Graphic by EJ Chong | Mercury Staff.
During the Trump presidency, Americans have seen many
records broken. We’ve broken all sorts of stock market records. No president
has had more federal judicial appointments than President Trump at this point
in his presidency. Now, we’ve had the longest government shutdown. However, the
term “government shutdown” is a purely bureaucratic term. What has occurred at
the southern border of the U.S. every day for the last 30 years has proven that
even when the government has been open, immigration laws have been negligently
enforced, and that shutting down the government over them was necessary.
The best strategy Democrats have come up with as an
explanation for why we were in crisis mode is that government workers were
missing their paychecks. Of course, this narrative does not explain why we were
not in enough of a crisis to keep the congressional Democrats in Washington,
D.C. to negotiate with President Trump, instead of hanging out with Lin Manuel
Miranda in Puerto Rico.
It is ironic that congressional Democrats want us to feel
bad about non-contractor government workers missing one or two paychecks for
which they are guaranteed back pay, especially since some of these same
government workers are responsible for crafting policies which have led to an
uncompetitive, overregulated job market in the United States which has lowered
private sector wages and benefits. If those who worked in manufacturing and
mining got that sweet of a deal, Donald Trump could never have been elected in
the first place.
Light joking at the expense of our nation’s bureaucrats
aside, it would be disingenuous to not touch on the original reason for the
shutdown, since there has been scant progress on funding a new wall, a
signature promise of Donald Trump’s campaign.
Apart from being a signature Trump promise, building more
walls and fences along the southern border is also a tried and true idea. A
blend of a border wall and laws targeting immigrants have decreased illegal
immigration into Israel by over 99 percent, according to statistics published
by the country’s Ministry of the Interior. It was a good idea when Donald Trump
walked down the escalator in Trump Tower and it was a good idea in 2006 when
almost every prominent Senate Democrat, including then-Sen. Barack Obama, who
now bellyache about Trump building more physical barriers, voted in favor of
the Secure Fence Act, which proposed the construction of 700 miles of border
fencing as well as additional checkpoints, lighting and expansion of newer
technology such as cameras and unmanned aerial vehicles.
In a
country where the federal budget is over $4 trillion, according to the White
House’s budget for fiscal year 2019, the money Trump is requesting is $5.7
billion dollars for a border wall, about 0.13 percent of the federal budget. An
impasse over this miniscule amount of money is why government workers were not
being paid. Congressional Democrats haveshown their true priorities
aren’t to keep federal employees paid, but to prevent a border wall from being
funded. After all, Sen. Chuck Schumer shut down the government a year ago
because Senate Democrats wanted an immigration amnesty deal that did not
include a border wall, which itself is a reversal of his positions when he
voted for the Secure Fence Act of 2006 and the bipartisan Gang of Eight deal
backed by the Obama administration that passed through the Senate but failed to
advance through the House.
While
approximately half of illegal immigrants are estimated to be overstaying their
visas, according to data from the Center for Migration Studies, the real
problems of illegal immigration occur at our southern border. Meaningful reform
to visa overstays would require reform of the legal immigration system.
Therefore, if we want to stop the actual horrors of illegal immigration, which
happen to the migrants themselves, border patrol agents and citizens in any
country illegal immigrants pass through, we need to focus on deterring entry at
our southern border. Smugglers can make thousands of dollars for each
individual smuggled across the border, according to figures cited by a Homeland
Security official in a report from The Washington Post.
Our border is a very
dangerous place for those who help enforce our immigration laws as well. While
we have yet to build a wall of stone, metal or bollard, we have already
committed to a “wall” of people — the 16,000 or so border patrol agents that
work on the southwest border, playing the world’s most dangerous game of red
rover. Yet, the border patrol seems to be the only government workers for whom
the congressional Democrats have not even an iota of sympathy. A wall would
make their jobs a lot easier and safer. Though the shutdown is over — at least
for the next three weeks — it will hopefully not be Donald Trump’s last attempt
to build a wall. As he’s stated before, he can always cross the Rubicon and
declare a national emergency. I can’t think of any logical reason why what
happens on our border would not qualify.
This shutdown, the longest in American history, has
certainly been inconvenient for the Beltway. The message of those relatively
privileged government workers was dutifully broadcasted everyday by traditional
media, celebrity activists and social media. Our government could have been
shut down for far longer before it even approached the level of damage and
dysfunction that our inability to practically enforce our immigration policies
has done to us, Mexico, our Central American neighbors and illegal and legal
migrants from any of those countries. A wall is not a perfect public policy
solution — no solution is — but it is unique among immigration enforcement
measures in that it is really only meant to stop those who have not yet
violated our laws, instead of those who already have.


Activity: Print the full listing once more, exactly as given.

Supplied records:
▼
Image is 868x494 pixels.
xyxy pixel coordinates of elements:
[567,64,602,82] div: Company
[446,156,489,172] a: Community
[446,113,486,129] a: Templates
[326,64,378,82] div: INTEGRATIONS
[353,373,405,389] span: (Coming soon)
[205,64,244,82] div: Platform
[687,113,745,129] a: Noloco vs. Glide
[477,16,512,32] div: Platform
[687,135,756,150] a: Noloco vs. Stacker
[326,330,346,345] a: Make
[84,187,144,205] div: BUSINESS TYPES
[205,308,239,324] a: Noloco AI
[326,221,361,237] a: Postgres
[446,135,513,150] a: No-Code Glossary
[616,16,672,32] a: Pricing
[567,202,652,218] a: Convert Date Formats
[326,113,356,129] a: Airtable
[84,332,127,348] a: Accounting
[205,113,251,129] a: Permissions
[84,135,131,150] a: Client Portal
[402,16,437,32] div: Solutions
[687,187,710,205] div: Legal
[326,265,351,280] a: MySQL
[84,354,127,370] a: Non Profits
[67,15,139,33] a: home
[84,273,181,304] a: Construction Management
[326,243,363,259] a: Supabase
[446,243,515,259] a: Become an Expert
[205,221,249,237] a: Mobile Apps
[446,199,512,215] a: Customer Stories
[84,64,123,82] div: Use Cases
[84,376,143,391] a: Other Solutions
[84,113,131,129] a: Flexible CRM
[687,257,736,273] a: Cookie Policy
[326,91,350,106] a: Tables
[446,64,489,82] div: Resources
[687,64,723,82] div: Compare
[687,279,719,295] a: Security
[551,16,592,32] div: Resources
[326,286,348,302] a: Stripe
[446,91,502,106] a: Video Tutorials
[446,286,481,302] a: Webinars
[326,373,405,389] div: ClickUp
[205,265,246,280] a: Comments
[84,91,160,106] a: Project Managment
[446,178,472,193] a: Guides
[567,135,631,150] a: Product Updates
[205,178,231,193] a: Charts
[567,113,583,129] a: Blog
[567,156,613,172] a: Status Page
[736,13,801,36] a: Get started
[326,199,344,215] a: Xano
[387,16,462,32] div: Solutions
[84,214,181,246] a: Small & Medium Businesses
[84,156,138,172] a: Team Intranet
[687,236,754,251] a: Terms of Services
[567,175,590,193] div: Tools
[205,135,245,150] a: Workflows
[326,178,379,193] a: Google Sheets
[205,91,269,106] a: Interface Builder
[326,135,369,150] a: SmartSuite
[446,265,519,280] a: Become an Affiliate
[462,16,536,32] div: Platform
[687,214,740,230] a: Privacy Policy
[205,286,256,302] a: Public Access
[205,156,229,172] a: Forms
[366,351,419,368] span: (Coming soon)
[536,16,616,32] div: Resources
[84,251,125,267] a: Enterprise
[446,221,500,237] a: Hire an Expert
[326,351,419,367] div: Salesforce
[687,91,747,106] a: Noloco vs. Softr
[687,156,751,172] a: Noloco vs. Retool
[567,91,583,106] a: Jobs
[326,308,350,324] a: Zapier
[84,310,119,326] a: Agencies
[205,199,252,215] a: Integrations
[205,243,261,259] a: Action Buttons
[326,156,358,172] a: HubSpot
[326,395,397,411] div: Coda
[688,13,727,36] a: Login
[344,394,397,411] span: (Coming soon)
▲
Result of the task:
Image is 868x494 pixels.
xyxy pixel coordinates of elements:
[567,64,602,82] div: Company
[446,156,489,172] a: Community
[446,113,486,129] a: Templates
[326,64,378,82] div: INTEGRATIONS
[353,373,405,389] span: (Coming soon)
[205,64,244,82] div: Platform
[687,113,745,129] a: Noloco vs. Glide
[477,16,512,32] div: Platform
[687,135,756,150] a: Noloco vs. Stacker
[326,330,346,345] a: Make
[84,187,144,205] div: BUSINESS TYPES
[205,308,239,324] a: Noloco AI
[326,221,361,237] a: Postgres
[446,135,513,150] a: No-Code Glossary
[616,16,672,32] a: Pricing
[567,202,652,218] a: Convert Date Formats
[326,113,356,129] a: Airtable
[84,332,127,348] a: Accounting
[205,113,251,129] a: Permissions
[84,135,131,150] a: Client Portal
[402,16,437,32] div: Solutions
[687,187,710,205] div: Legal
[326,265,351,280] a: MySQL
[84,354,127,370] a: Non Profits
[67,15,139,33] a: home
[84,273,181,304] a: Construction Management
[326,243,363,259] a: Supabase
[446,243,515,259] a: Become an Expert
[205,221,249,237] a: Mobile Apps
[446,199,512,215] a: Customer Stories
[84,64,123,82] div: Use Cases
[84,376,143,391] a: Other Solutions
[84,113,131,129] a: Flexible CRM
[687,257,736,273] a: Cookie Policy
[326,91,350,106] a: Tables
[446,64,489,82] div: Resources
[687,64,723,82] div: Compare
[687,279,719,295] a: Security
[551,16,592,32] div: Resources
[326,286,348,302] a: Stripe
[446,91,502,106] a: Video Tutorials
[446,286,481,302] a: Webinars
[326,373,405,389] div: ClickUp
[205,265,246,280] a: Comments
[84,91,160,106] a: Project Managment
[446,178,472,193] a: Guides
[567,135,631,150] a: Product Updates
[205,178,231,193] a: Charts
[567,113,583,129] a: Blog
[567,156,613,172] a: Status Page
[736,13,801,36] a: Get started
[326,199,344,215] a: Xano
[387,16,462,32] div: Solutions
[84,214,181,246] a: Small & Medium Businesses
[84,156,138,172] a: Team Intranet
[687,236,754,251] a: Terms of Services
[567,175,590,193] div: Tools
[205,135,245,150] a: Workflows
[326,178,379,193] a: Google Sheets
[205,91,269,106] a: Interface Builder
[326,135,369,150] a: SmartSuite
[446,265,519,280] a: Become an Affiliate
[462,16,536,32] div: Platform
[687,214,740,230] a: Privacy Policy
[205,286,256,302] a: Public Access
[205,156,229,172] a: Forms
[366,351,419,368] span: (Coming soon)
[536,16,616,32] div: Resources
[84,251,125,267] a: Enterprise
[446,221,500,237] a: Hire an Expert
[326,351,419,367] div: Salesforce
[687,91,747,106] a: Noloco vs. Softr
[687,156,751,172] a: Noloco vs. Retool
[567,91,583,106] a: Jobs
[326,308,350,324] a: Zapier
[84,310,119,326] a: Agencies
[205,199,252,215] a: Integrations
[205,243,261,259] a: Action Buttons
[326,156,358,172] a: HubSpot
[326,395,397,411] div: Coda
[688,13,727,36] a: Login
[344,394,397,411] span: (Coming soon)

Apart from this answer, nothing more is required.